Nigel Cabourn, a British clothing designer whose fascination with heritage materials, vintage Army outfits and rugged work wear made him a venerated figure in men’s fashion, died on June 11 at his home in Newcastle-upon-Tyne, England’s northernmost city. He was 76.
His daughter Sophie Cabourn, an owner of the vintage retailer Re:Bourn, said the cause was prostate cancer.
Mr. Cabourn was part of a wave of British designers who emerged in the late 1960s and early 1970s, including Vivienne Westwood, Margaret Howell and Paul Smith. But while many of his contemporaries gravitated toward the cosmopolitan rush of London, Mr. Cabourn never left northern England, where he was born.
That choice was reflected in his aesthetic: Durable fabrics, muted colors and a certain timeless quality defined the Cabourn look. Most of his garments were (and still are) made in Britain, usually in small workshops or time-tested garment factories.
“I go to great lengths to find manufacturers who make those real clothes,” he told the blog Manufacture & Industry in 2011. “Our cold-weather parkas were worn in the war, and I sourced out the original manufacturer. It makes it really special and authentic. I want it real. Not fashion.”
At his studio in Newcastle, he amassed some 4,000 items of vintage clothing, along with countless books, magazines and advertisements tucked into floor-to-ceiling cupboards. (His studio also held a tournament-size table-tennis table.) All of it provided creative fodder for his collections.
Mr. Cabourn relished rough-hewed, functional fabrics like Harris tweed and Ventile, a water-resistant cotton weave used by the Royal Air Force in World War II.
He insisted that he was indifferent to trends, and for decades he had a niche following. But in the mid-2000s, the growing appeal of products with a sense of heritage and authenticity — as well as a broadening, almost obsessive interest in details and materials — allowed him to move into the mainstream.
“A lot of guys on men’s forums were into Nigel Cabourn, because he would make stuff out of British Ventile, and then people would be like, ‘What’s British Ventile?’” Derek Guy, a men’s wear writer, said in an interview.
Mr. Cabourn went to great lengths to find inspiration. While planning a 2003 collection to mark the 50th anniversary of Edmund Hillary’s conquest of Mount Everest, he flew to Christchurch, New Zealand, to inspect the parka that Mr. Hillary had worn. The resulting garment, almost identical to the original, became the core of his Ascent of Cabourn collection.
“I’m like a big, giant sieve of history, and I turn it into clothes,” he said in an interview for Sneak in Peace, a luxury shoe site, that was posted after his death.
Nigel John Cabourn was born on Oct. 7, 1949, in Scunthorpe, in north central England, and moved with his family to Peterlee, outside Newcastle, as a child. His mother, Edith (Polwin) Cabourn, worked in the local post office, where his father, John, was postmaster.
He became interested in clothing design as a teenager; his first piece was a pair of pants made from his mother’s curtains. He started his first company, Cricket, while studying at the Newcastle College of Art and Industrial Design (now part of Northumbria University) in the early 1970s.
Fashion, as he recalled, was everywhere — in music, antiwar protests and the Vietnam War itself. He was especially taken with the oversize pockets on the fatigue jackets worn by U.S. Marines.
“I was very lucky,” he said in a 2023 interview with The Heritage Post. “Between ’67 and ’71 there was flower power, British and English pop music, there was the Vietnam War, and I was in fashion school studying clothing to work in fashion. Most of the things that inspired me back then led to fashion design.”
Still, much of his early work stuck close to the Day-Glo mainstream of the 1970s. His aesthetic began to evolve in 1978 when Mr. Smith, a former employee who had recently visited Paris, returned with a British military jacket.
“Paul said to me, ‘Nige, this is what you should do,’” Mr. Cabourn told The Heritage Post. “‘You should make army jackets like this.’”
In the mid-1980s, he changed his company’s name to Nigel Cabourn, in part to signal the shift in direction. Around the same time, his clothing began selling briskly in Japan, where he now has 11 stores.
Mr. Cabourn’s first marriage, to Val Smith, ended in divorce in 1983. He married Janet Bell in 1987. An owner of the Nigel Cabourn company, she plans to continue running it.
In addition to her and their daughter Sophie, Mr. Cabourn is survived by two children from his previous marriage, Ben and Lucy Cabourn, and three grandchildren.
Even after the fashion world moved on from its heritage focus in the 2010s, Mr. Cabourn remained fixated.
“Function and quality is key to me,” he told Manufacture & Industry. “I want it to last forever. Everything made by Cabourn has huge longevity; it’s something you can pass down to your kids.”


» **Problem**:
Take the lines below from the one with "Decompose this screenshot" through the one with "List UI elements" and retype them exactly. Include nothing else, and no pictures.

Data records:
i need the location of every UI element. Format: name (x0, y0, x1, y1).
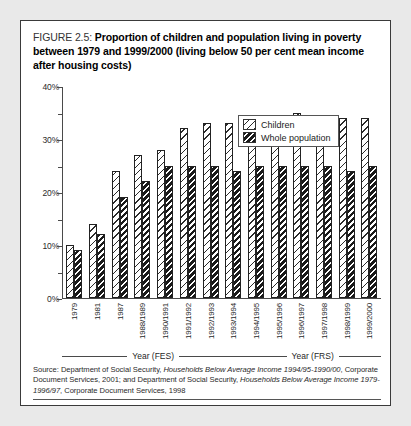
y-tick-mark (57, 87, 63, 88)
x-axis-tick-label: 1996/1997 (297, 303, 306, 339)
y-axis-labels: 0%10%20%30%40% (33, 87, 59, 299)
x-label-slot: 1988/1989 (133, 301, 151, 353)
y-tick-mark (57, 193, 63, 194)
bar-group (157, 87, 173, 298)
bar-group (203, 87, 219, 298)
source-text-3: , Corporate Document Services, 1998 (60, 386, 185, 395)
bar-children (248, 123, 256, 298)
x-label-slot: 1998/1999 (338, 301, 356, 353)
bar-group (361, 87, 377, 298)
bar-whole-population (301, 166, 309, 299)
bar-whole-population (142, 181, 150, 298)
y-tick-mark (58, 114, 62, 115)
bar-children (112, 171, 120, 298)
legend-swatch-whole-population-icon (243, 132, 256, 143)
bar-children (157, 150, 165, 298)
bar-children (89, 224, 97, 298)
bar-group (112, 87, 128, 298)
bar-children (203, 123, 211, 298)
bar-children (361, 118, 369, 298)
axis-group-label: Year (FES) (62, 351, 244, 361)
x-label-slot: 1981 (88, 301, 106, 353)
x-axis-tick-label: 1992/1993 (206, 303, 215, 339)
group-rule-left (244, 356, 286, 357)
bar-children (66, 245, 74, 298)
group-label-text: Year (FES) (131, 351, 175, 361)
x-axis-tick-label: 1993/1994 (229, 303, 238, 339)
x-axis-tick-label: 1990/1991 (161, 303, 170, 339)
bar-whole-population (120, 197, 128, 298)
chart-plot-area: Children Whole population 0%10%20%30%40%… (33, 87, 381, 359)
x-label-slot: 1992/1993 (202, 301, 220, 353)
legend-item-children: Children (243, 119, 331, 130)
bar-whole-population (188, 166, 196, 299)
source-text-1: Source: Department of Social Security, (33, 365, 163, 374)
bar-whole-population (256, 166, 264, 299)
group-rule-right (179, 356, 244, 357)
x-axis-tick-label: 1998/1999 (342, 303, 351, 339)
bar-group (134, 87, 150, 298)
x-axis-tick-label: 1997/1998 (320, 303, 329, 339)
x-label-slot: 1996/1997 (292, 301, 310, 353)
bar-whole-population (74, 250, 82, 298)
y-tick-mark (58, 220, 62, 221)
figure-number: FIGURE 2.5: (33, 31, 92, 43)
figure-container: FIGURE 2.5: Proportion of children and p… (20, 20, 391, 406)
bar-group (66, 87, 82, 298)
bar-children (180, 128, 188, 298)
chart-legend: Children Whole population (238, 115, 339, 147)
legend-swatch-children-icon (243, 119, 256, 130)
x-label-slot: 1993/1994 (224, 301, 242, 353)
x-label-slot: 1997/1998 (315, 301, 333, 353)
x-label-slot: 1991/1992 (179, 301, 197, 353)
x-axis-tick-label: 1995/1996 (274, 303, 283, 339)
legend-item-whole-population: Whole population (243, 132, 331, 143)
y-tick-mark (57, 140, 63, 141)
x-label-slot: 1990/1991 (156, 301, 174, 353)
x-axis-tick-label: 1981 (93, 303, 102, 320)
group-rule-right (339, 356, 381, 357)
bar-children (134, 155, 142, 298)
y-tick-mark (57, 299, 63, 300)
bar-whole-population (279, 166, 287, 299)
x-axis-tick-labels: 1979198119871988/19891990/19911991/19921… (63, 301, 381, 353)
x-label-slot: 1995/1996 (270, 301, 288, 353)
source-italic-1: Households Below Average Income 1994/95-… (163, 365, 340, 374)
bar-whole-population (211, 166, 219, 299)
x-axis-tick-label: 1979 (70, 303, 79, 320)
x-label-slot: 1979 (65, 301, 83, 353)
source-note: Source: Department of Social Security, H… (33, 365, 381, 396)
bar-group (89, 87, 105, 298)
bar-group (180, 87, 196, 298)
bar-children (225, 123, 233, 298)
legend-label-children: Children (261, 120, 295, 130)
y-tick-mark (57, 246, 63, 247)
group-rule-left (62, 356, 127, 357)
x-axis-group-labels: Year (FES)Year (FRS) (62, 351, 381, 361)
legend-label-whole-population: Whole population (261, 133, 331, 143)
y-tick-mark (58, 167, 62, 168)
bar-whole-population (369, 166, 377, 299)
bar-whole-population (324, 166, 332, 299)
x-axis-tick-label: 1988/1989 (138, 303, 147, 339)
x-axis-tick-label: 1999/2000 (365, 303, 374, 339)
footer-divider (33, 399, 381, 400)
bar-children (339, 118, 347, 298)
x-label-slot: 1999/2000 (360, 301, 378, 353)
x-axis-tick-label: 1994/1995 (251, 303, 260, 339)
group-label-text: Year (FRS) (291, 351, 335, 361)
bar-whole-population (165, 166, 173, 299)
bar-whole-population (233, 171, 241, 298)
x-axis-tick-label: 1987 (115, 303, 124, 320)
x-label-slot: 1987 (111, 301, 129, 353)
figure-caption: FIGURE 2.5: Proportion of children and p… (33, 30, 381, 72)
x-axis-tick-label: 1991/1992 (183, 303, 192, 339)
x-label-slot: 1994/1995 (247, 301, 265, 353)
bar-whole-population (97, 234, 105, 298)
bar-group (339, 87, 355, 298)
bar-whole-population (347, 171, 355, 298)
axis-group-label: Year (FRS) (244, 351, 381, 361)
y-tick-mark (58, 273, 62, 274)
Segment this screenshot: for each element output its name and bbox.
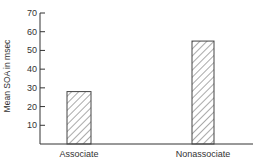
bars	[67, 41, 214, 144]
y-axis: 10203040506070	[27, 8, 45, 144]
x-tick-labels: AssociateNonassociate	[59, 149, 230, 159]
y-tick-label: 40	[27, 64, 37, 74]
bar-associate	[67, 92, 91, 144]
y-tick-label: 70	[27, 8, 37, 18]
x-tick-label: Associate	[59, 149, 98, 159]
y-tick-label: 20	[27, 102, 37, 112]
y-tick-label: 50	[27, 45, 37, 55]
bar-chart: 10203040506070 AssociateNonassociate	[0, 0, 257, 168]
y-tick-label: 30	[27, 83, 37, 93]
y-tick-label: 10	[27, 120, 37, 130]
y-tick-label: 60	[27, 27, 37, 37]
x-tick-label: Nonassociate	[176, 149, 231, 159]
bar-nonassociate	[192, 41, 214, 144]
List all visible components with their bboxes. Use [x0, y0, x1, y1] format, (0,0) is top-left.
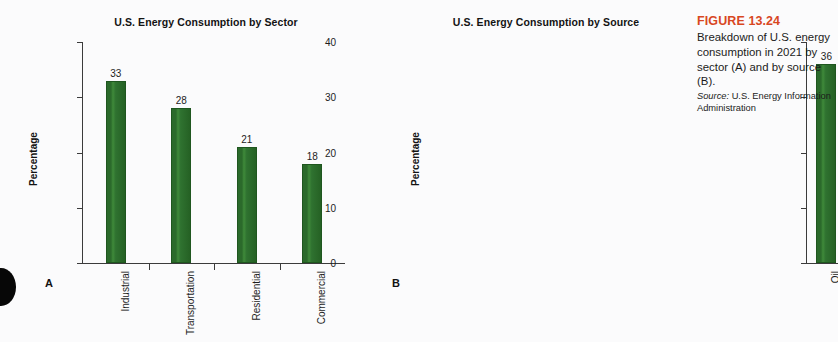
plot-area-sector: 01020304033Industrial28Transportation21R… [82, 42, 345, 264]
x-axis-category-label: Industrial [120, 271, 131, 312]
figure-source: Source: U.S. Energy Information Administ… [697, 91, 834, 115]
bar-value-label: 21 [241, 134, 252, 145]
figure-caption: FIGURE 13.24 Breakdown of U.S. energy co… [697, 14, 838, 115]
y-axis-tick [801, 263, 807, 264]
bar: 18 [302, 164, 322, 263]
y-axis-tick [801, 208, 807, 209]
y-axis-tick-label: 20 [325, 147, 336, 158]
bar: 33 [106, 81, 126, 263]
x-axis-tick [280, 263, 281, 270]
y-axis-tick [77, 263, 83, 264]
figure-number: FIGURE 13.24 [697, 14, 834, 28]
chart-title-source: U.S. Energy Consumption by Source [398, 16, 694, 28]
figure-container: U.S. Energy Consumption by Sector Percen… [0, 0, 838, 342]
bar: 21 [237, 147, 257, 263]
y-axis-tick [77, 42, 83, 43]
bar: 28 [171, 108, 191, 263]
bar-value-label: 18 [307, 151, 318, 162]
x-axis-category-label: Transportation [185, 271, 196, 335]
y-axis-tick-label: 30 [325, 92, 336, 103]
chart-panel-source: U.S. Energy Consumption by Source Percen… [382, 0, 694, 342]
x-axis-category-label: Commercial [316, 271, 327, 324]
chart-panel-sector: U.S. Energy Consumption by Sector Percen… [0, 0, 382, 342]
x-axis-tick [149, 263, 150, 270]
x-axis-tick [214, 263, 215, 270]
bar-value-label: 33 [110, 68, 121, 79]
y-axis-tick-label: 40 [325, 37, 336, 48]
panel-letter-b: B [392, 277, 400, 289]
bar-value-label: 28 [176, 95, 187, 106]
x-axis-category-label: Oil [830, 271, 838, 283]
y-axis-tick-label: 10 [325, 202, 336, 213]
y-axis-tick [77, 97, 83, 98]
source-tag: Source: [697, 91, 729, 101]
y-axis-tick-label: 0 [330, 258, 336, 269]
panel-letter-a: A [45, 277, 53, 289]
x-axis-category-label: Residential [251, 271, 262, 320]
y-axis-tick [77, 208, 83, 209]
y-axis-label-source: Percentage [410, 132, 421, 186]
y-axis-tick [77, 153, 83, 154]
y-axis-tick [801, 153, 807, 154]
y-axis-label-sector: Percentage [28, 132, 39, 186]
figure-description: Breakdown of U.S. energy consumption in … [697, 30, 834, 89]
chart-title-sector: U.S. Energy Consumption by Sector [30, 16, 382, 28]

--

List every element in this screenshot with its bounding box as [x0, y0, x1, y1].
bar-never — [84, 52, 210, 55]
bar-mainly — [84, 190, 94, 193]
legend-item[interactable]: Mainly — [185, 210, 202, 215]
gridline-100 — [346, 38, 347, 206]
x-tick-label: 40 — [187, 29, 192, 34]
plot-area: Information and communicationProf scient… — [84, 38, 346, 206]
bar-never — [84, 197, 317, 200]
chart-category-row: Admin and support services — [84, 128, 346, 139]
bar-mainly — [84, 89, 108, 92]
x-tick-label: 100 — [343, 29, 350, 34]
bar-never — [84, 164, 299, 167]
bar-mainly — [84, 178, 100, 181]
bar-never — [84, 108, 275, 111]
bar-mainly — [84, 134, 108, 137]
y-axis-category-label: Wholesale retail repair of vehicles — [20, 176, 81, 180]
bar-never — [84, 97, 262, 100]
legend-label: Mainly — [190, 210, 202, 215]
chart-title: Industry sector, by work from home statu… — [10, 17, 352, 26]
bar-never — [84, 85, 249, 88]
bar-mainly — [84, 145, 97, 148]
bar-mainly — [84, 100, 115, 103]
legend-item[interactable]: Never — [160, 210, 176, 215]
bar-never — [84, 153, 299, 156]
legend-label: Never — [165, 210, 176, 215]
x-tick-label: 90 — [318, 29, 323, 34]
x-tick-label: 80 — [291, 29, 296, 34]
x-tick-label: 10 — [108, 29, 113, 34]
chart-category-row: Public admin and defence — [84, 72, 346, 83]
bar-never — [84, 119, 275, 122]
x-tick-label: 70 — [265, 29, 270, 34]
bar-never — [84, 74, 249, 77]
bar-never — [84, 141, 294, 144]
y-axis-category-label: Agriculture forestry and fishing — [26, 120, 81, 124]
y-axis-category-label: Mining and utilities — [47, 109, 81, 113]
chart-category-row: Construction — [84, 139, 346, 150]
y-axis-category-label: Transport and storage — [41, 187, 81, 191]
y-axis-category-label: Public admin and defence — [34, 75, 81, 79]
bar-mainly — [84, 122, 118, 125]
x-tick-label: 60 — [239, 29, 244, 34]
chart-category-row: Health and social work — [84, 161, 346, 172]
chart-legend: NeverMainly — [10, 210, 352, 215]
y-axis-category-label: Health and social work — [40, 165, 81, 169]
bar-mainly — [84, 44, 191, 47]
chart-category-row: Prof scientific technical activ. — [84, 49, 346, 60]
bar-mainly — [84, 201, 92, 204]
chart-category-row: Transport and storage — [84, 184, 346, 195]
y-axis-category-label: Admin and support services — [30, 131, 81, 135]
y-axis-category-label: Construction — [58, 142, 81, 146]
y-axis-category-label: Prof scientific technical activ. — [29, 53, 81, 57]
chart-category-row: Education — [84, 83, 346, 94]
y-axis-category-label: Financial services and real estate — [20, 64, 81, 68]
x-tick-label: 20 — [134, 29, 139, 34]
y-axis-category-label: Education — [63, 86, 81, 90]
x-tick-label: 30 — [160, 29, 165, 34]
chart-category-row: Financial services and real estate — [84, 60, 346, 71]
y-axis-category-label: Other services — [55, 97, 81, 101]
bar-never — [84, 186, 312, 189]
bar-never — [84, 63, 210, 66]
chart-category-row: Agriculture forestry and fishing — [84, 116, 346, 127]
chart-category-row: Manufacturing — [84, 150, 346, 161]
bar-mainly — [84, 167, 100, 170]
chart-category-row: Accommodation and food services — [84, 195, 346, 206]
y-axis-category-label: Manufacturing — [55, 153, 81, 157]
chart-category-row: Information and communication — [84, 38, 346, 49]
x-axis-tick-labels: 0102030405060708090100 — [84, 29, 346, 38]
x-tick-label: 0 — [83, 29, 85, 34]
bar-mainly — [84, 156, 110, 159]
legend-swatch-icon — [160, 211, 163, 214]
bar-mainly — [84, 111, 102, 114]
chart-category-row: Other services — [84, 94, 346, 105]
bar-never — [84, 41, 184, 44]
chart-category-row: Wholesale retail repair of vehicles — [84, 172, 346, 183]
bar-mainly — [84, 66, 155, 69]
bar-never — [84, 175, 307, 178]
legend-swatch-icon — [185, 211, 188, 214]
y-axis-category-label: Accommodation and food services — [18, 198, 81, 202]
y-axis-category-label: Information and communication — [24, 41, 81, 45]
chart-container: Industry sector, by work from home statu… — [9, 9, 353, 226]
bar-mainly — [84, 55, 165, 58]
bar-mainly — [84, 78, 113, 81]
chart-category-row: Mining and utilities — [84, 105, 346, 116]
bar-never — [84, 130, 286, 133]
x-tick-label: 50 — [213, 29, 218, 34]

---

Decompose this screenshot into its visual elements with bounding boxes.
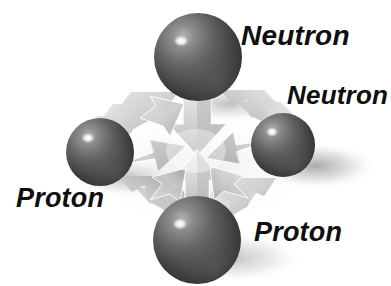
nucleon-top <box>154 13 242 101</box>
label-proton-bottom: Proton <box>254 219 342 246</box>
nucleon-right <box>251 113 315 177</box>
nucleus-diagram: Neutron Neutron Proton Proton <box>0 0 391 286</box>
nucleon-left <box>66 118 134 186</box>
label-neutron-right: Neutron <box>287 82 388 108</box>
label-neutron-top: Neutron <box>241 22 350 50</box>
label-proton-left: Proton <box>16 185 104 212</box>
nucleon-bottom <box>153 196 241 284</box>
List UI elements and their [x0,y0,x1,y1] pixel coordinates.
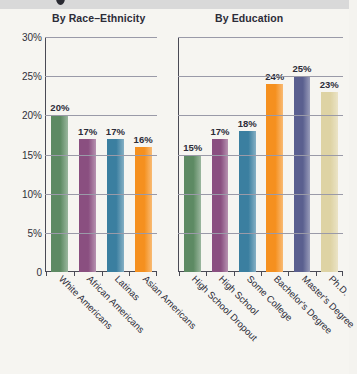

» **Solution for this task**:
Decompose this screenshot into its visual elements with bounding boxes.
nucleon-top <box>154 13 242 101</box>
label-proton-bottom: Proton <box>254 219 342 246</box>
nucleon-right <box>251 113 315 177</box>
nucleus-diagram: Neutron Neutron Proton Proton <box>0 0 391 286</box>
nucleon-left <box>66 118 134 186</box>
label-neutron-right: Neutron <box>287 82 388 108</box>
label-neutron-top: Neutron <box>241 22 350 50</box>
label-proton-left: Proton <box>16 185 104 212</box>
nucleon-bottom <box>153 196 241 284</box>
List UI elements and their [x0,y0,x1,y1] pixel coordinates.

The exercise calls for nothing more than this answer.